It’s Not the End of Print, but...
Last week, PC Magazine announced that January 2009 will mark its last printed edition. They will be an all-digital publication in February. I don’t find this move at all surprising and expect to see most magazines make this transition in the next two years or so. It makes sense that computer-related magazines will be the first to do so. They were the first magazines to begin using the web, and that’s where the majority of their readers are. Considering the cost of printing and shipping, the timeliness of the internet, and even the increased public awareness of environmental issues, the move to digital is inevitable.
At one time, I was subscribing to Print, Communication Arts, and Macworld. It has been many years since I let those subscriptions lapse. I wasn’t finding time to sit down and read them, for one, and when I did, I was finding that I had already read the “news” on websites weeks before. The power of linking to related content; even the advertising is potentially more useful online.

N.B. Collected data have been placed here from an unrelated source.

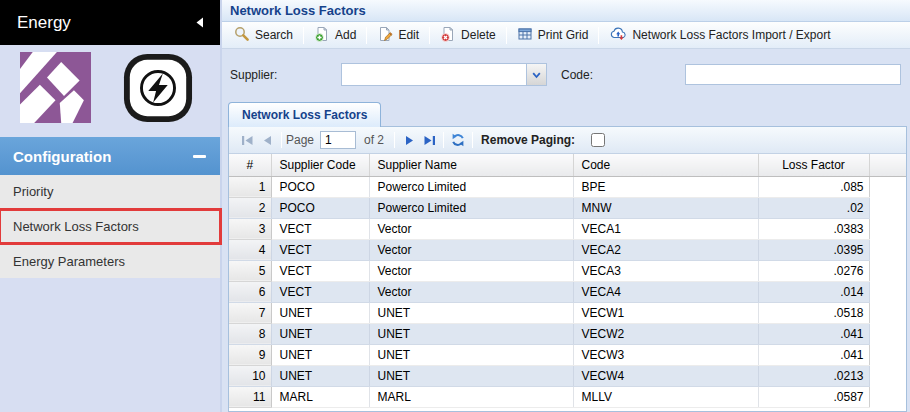  I want to click on page-number-input, so click(338, 140).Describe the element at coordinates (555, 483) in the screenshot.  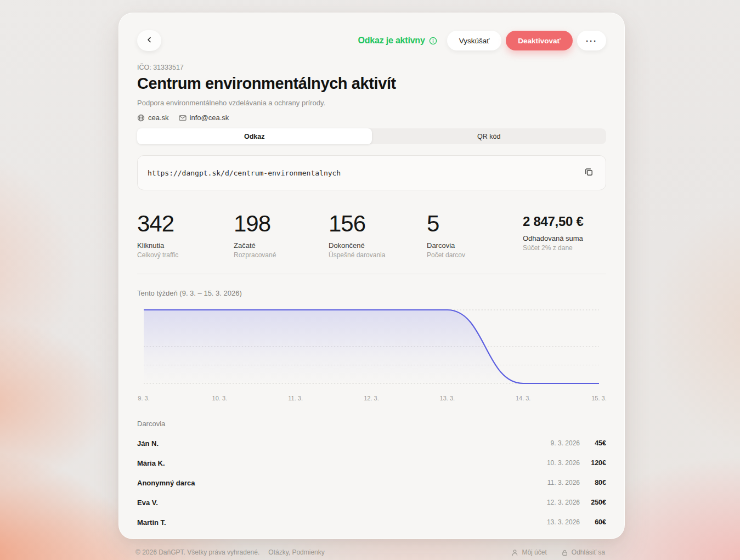
I see `donor-date: 11. 3. 2026` at that location. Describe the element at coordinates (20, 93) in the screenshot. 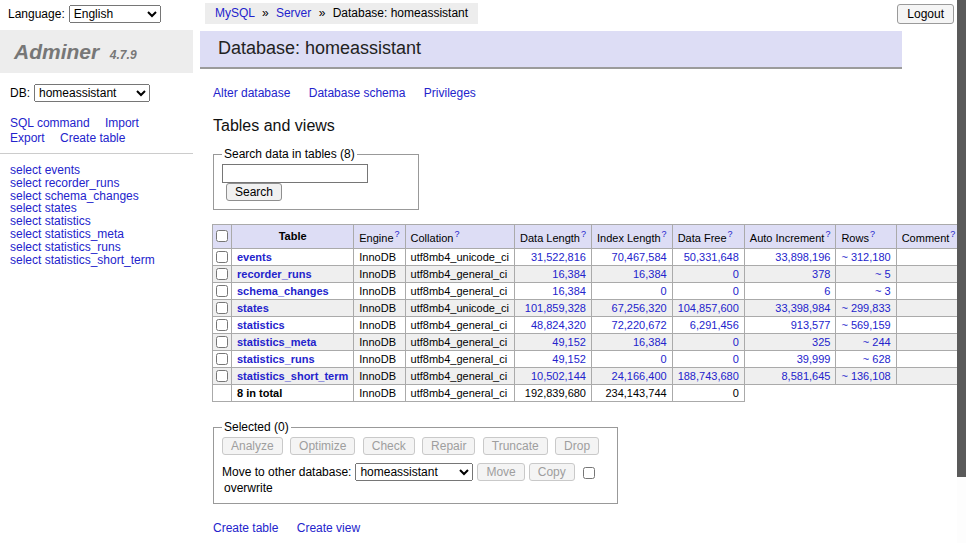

Magazines aren’t going to become extinct anytime soon. There are some topics that are better suited to print. But we will soon find that all of the mass-market targeted publications will have taken the plunge. What we’ll have left are very focused, small-run magazines that target extremely niche interest groups (I hesitate to even refer to them as markets), most of which will really take advantage of the medium with fine papers, rich photography, large formats, and the like.
And with mobile devices beginning to come into their own, it’s the right time.